Dante left for college just two weeks into the summer. He had a nice apartment already set up for him for his freshman year at Harvard.
I went with him because I could not conceive of doing anything else.
It felt wrong right away. He was instantly busy, and I felt aimless, listless, shiftless. Pointless. I had nothing to do. When he was home with me, which wasn't often, he was tirelessly studying, whereas I was just watching TV, or reading book after book, feeling useless.
And worse, I was afraid when I was alone. Irrational fear. Debilitating. If I let the fear rule me, I'd have never left his side.
But I couldn't do that. Pure stubborn pride prevented it. And an instinct to do more than survive. I needed to thrive again.
And in order to thrive, I needed to find my own identity. My own life. My own purpose.
I started with something normal. As small of a change as I could stand. I got a job. Another waitressing gig. Dante hated it but he'd have done anything,
agreed to just about anything by then just to cheer me up.
He was attentive. And he was loving. Possibly more so than ever.
It took a very long time before I wanted his touch for anything aside from affection and comfort, and he never showed one sign of losing his patience about it.
To the end of my days, I'll appreciate that.
He never even brought it up. When we talked about it, it was because I was worrying over it.
And even then he found the words, just the right ones, that I needed to hear.
The only ones that helped.
"This is not about me," he told me tenderly, "and what my body asks from yours. This is about you and what you need. I need to be what you need.
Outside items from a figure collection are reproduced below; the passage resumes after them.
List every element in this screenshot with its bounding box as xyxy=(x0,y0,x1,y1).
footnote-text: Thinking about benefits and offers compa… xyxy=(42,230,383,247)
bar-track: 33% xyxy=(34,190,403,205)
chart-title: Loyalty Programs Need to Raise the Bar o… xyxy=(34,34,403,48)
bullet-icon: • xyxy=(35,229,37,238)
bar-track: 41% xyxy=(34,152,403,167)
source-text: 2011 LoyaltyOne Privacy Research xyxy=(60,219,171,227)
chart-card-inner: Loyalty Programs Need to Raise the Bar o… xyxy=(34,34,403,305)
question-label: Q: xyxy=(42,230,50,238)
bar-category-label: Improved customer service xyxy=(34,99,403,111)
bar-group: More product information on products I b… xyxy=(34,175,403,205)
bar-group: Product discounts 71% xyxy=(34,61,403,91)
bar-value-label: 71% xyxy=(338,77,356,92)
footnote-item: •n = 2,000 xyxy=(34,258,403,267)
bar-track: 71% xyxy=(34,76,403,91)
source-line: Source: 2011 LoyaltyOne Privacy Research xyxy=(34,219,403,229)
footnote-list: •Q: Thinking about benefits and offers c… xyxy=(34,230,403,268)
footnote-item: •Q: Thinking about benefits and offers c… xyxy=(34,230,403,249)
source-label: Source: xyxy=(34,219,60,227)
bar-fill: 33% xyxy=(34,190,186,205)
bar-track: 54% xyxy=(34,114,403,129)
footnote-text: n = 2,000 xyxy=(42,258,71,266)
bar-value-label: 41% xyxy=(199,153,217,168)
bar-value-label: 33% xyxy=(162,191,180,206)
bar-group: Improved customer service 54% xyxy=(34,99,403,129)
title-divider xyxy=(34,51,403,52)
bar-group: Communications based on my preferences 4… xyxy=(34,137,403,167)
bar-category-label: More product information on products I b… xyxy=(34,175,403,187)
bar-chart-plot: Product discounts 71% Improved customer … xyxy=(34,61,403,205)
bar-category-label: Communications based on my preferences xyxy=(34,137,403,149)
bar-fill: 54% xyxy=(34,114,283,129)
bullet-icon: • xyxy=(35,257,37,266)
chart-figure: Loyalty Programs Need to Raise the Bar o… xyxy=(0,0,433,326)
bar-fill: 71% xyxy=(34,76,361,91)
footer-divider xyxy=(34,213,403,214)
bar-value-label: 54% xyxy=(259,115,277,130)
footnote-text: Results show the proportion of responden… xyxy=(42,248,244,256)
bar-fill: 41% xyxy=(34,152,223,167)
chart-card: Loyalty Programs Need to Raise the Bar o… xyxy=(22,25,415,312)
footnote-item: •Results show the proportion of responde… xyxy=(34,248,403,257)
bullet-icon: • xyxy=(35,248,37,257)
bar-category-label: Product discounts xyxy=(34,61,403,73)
That's all that matters right now. The rest will come later. We have time. All that you require. We have it. And when you're ready, I'll be here. Every second of every day. That'll never stop."
CHAPTER THIRTY
"Hear no evil, speak no evil, and you won't be invited to cocktail parties."
~Oscar Wilde
PRESENT
SCARLETT
"You're seeing somebody, aren't you?" Farrah asked me, not for the first time.
We were shopping (her idea), and it was her first official day of unemployment. "How are you planning to make rent?" I responded, trying not to feel as hostile as I felt.
I'd become resentful as I pondered all of the ways she must have betrayed me over the years, and it only seemed to grow, until it was difficult to hide even though I knew that I absolutely had to.
Because if this spy for Adelaide had any clue that I was onto her there would be questions that led to consequences that I was not yet prepared to deal with.
"Waitressing. Every role I can find. The usual. They assigned the crew a new lead when you left. She was beastly. I just couldn't take it, so I quit. I bet Leona and Demi won't be far behind."
We were on the hunt for a new sexy little dress for Farrah's hot date that night. It was really just an excuse to shop. Farrah always had a hot date and enough sexy little dresses to cover it, I was sure.